Between Authority and Orthodoxy: Historical Perspectives and Narrative Strategies in Sozomen of Bethelia's Historia Ecclesiastica
Streszczenie
This doctoral dissertation is a study of Sozomen of Bethelia's HISTORIA ECCLESIASTICA . Sozomen (Salamanes Hermias Sozomenos ca. 370 - after 450) was a lawyer, a native of Bethelia (present day Beit Lahiye near Gaza in Palestine) who settled in Constantinople. His ecclesiastical history was intended to cover the period between 324 and 439, but ends abruptly at 425, possibly due to natural causes. The present dissertation looks at Sozomen's historical perspectives which, as is argued, are shaped by the legacy of Eusebius of Caesarea (ca. 260-339), the inventor of the genre of Historia Ecclesiastica, as well as the Bible. Sozomen's narrative strategies and his authorial voice are reflecting the Zeitgeist of the 440's in the Eastern Roman Empire under Theodosius II, a period of religious uncertainty and doctrinal conflicts.
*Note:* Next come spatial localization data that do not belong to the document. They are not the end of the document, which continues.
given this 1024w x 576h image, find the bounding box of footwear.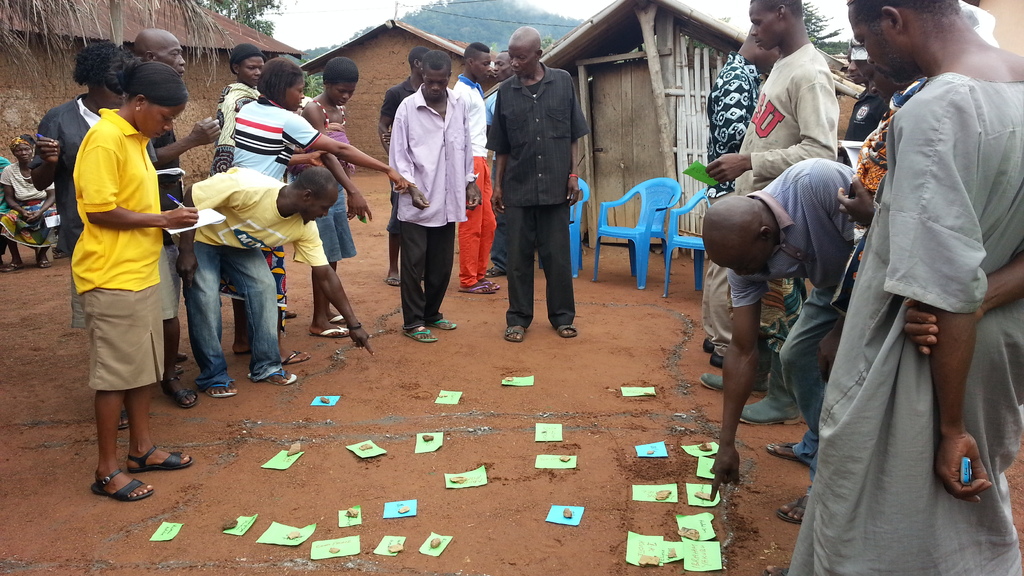
[776, 488, 803, 529].
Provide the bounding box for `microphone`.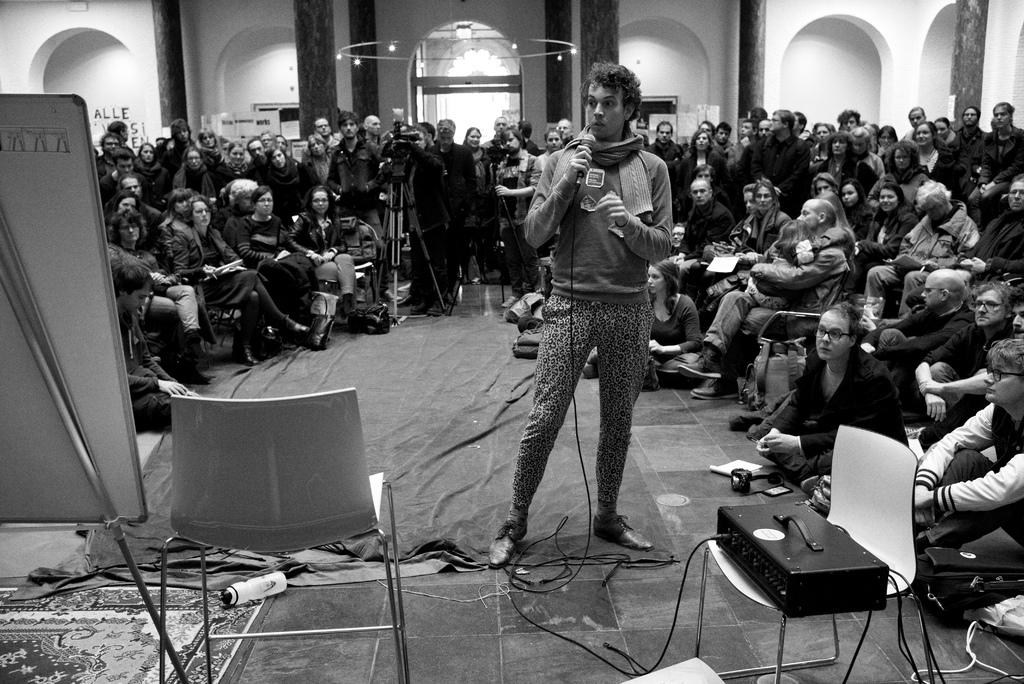
(x1=569, y1=126, x2=598, y2=199).
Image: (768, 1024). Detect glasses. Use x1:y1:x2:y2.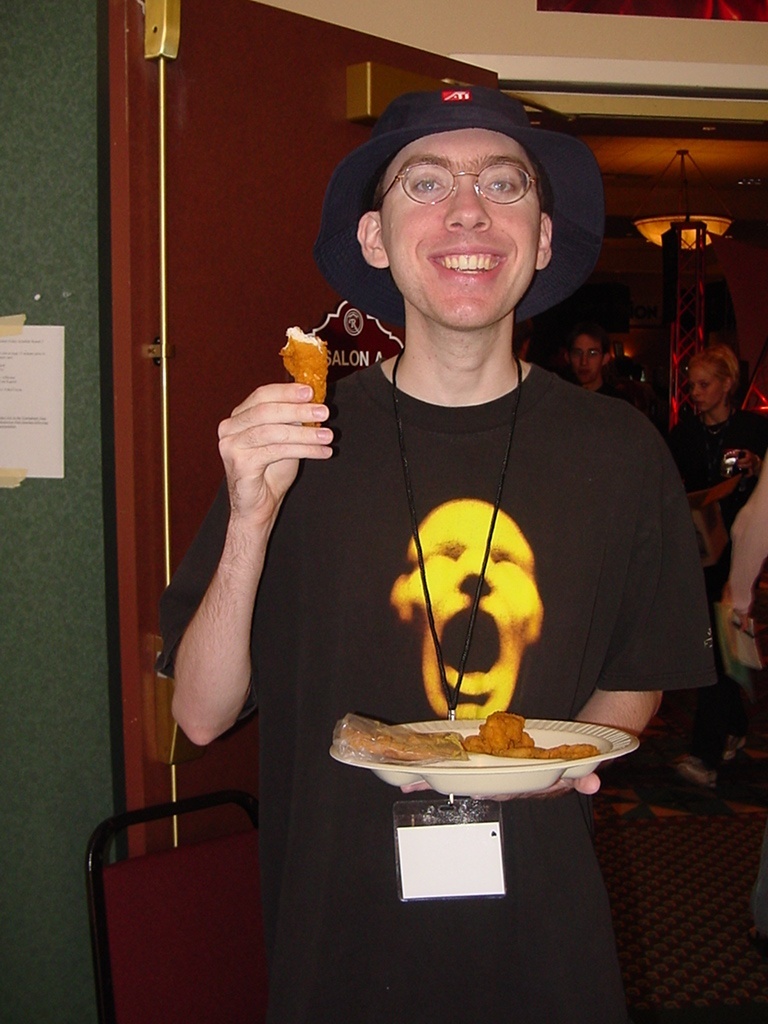
390:144:557:205.
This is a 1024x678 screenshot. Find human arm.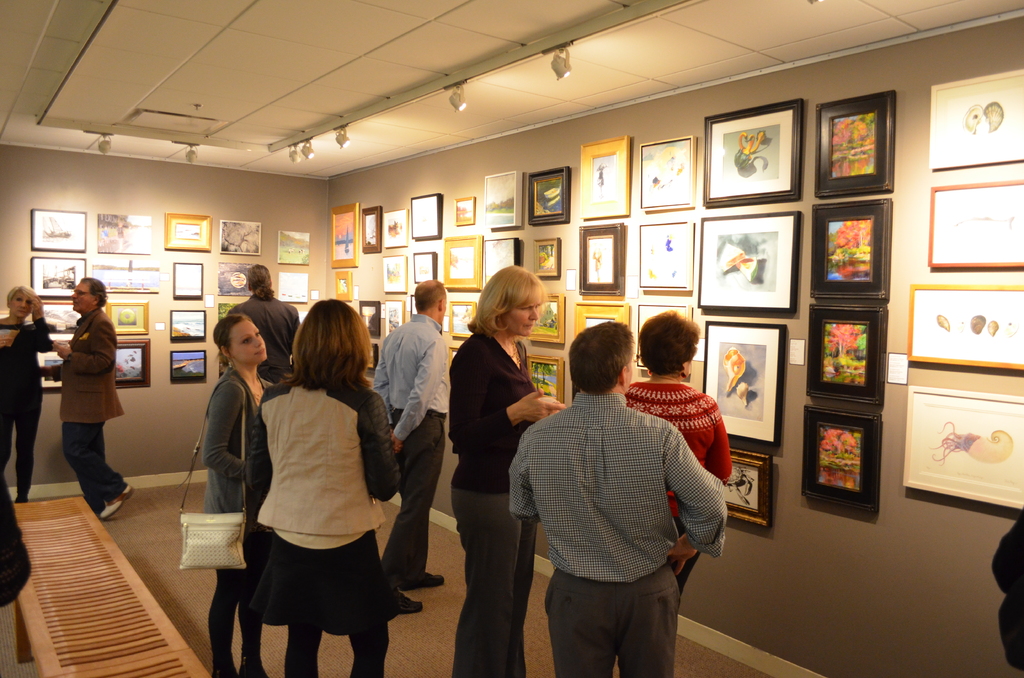
Bounding box: bbox=(707, 414, 732, 487).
Sozomen. a follower of Nicene orthodoxy, is nonetheless an ambivalent historian who observes with irony the relations of Church and State, treats the myth of Constantine I with an uncommon combination of reverence and displeasure, and dedicates large portions of his work to the heroic legacy of Athanasius of Alexandria (ca. 296- 373) and John Chrysostom (347-407) The present study seeks to look afresh at a major historical work, the riches of which were mined by scholars of late antiquity but was hardly ever studied on its own merits.